United Nations official says starvation exists in besieged Syrian towns
In a press release issued on Monday.
According to SANA, Syria’s state news agency, 65 trucks loaded with aid supplies entered Madaya and two other besieged towns, Foua and Kefraya.
Red Cross spokesman Pawel Krzysiek, who accompanied the aid convoy into Madaya, said the effects of the siege on residents were obvious.
The trucks are part of a 49-vehicle convoy.
The operation marked a small, positive development in a bitter conflict now in its fifth year that has killed a quarter of a million people, displaced millions of others and left the country in ruins.

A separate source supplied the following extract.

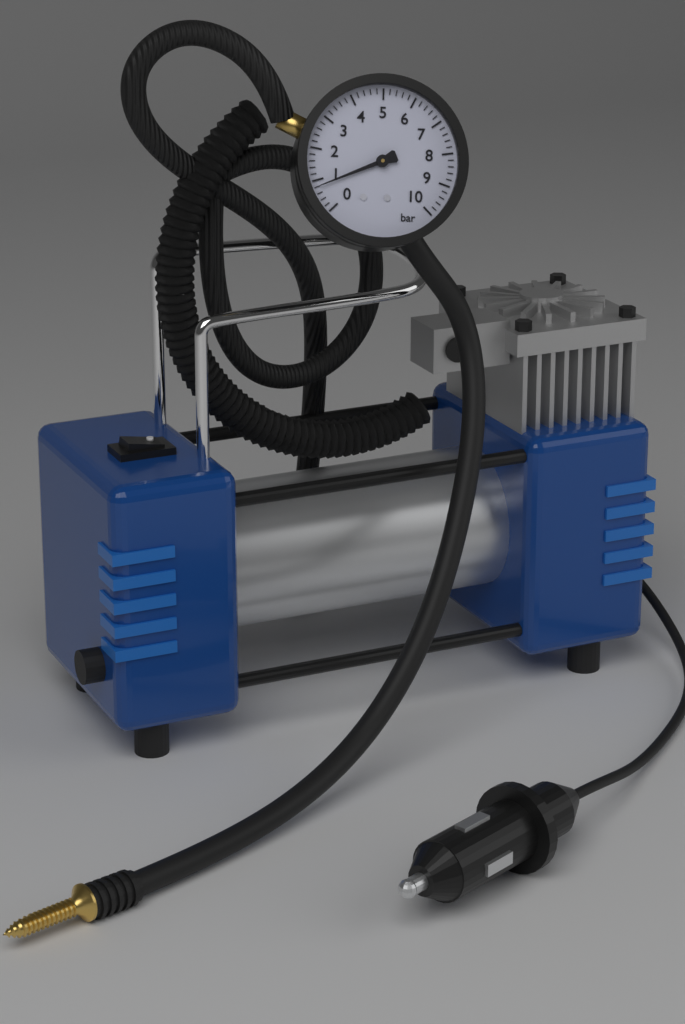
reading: 0.8 bar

The town, about 15 miles north-west of Damascus, has been blockaded for months by government troops and Lebanese resistance group Hezbollah.
Imad Salamey, a professor of political science at the Lebanese American University, said the objective of such blockades by pro-government forces is generally to drive out fighters and their sympathizers – who are generally members of Syria’s majority population of Sunni Muslims – from areas that are deemed strategic for Assad.

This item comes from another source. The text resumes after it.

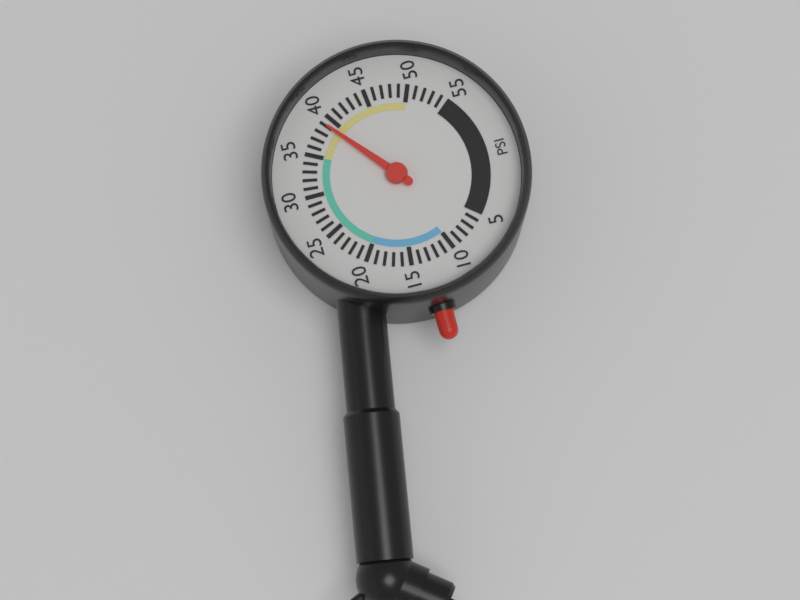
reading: 39 psi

And so we managed to a fairly complicated agreement, so that if they allow us to take food into Madaya we’ll also take food into other towns in the north of Syria, near Idlib.
“Whatever we had in the cars, we gave to them”, Malik said.

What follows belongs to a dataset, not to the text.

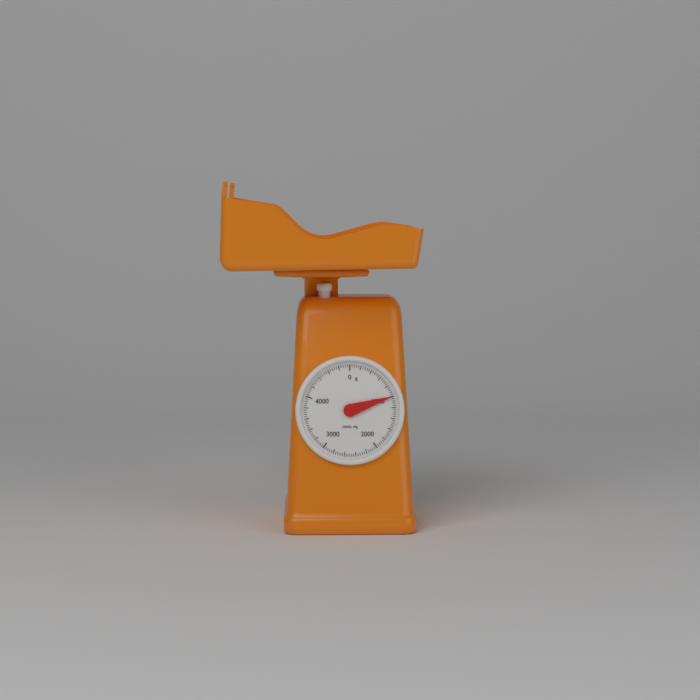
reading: 1000 g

“Armed terrorists have prevented the delivery of these aid to Foua and Kefraya”, he added.
One eight-year-old boy in Madaya told dpa he and his family had been living on “water, salt and pepper” for the last week, but he was fasting completely on Monday to await the arrival of aid. The town has attracted particular attention in recent days because of reports of deaths and images of severely malnourished residents that have circulated across social media.
The aid operation was agreed on last week.
Amid the total collapse of health services in the town, WHO said it wants to deploy mobile health clinics to Madaya.
According to the humanitarian organization Doctors Without Borders, at least 28 people died of starvation in the town of Madaya, besieged by government and allied forces for the last six months.
Mr Krzysiek said he saw a lot of people on the street, “some of them smiling to us and waving to us, but many just simply too weak”. “Of course they will confiscate this humanitarian assistance and use it as a matter of gaining at the detriment of the civilian population”.
Ghosn, who spoke to journalists accompanied by government officials, also blamed rebels in Madaya, saying: “Their depots are full while we go hungry”. “We have no food – even bread”.
A convoy of 44 trucks from the UN, Syrian Red Crescent and International Red Cross (ICRC) delivered emergency food supplies to Madaya on Monday, in the first aid to reach the area since October.
“We continue to call on all parties to the conflict to facilitate sustained and unimpeded access to all people in besieged and hard-to-reach areas in Syria”, Mr Hillo emphasised. The UN World Food Programme said the supplies could feed more than 40,000 people for one month, and the ICRC said it was taking enough medicine for three months.
He said his government was committed to “cooperate fully” on aid delivery but said much of what was said about Madaya was “based on false information”.
Peter Wilson, Britain’s deputy United Nations ambassador, said in NY it was “good news that those convoys are getting through, although it’s little and it’s late”.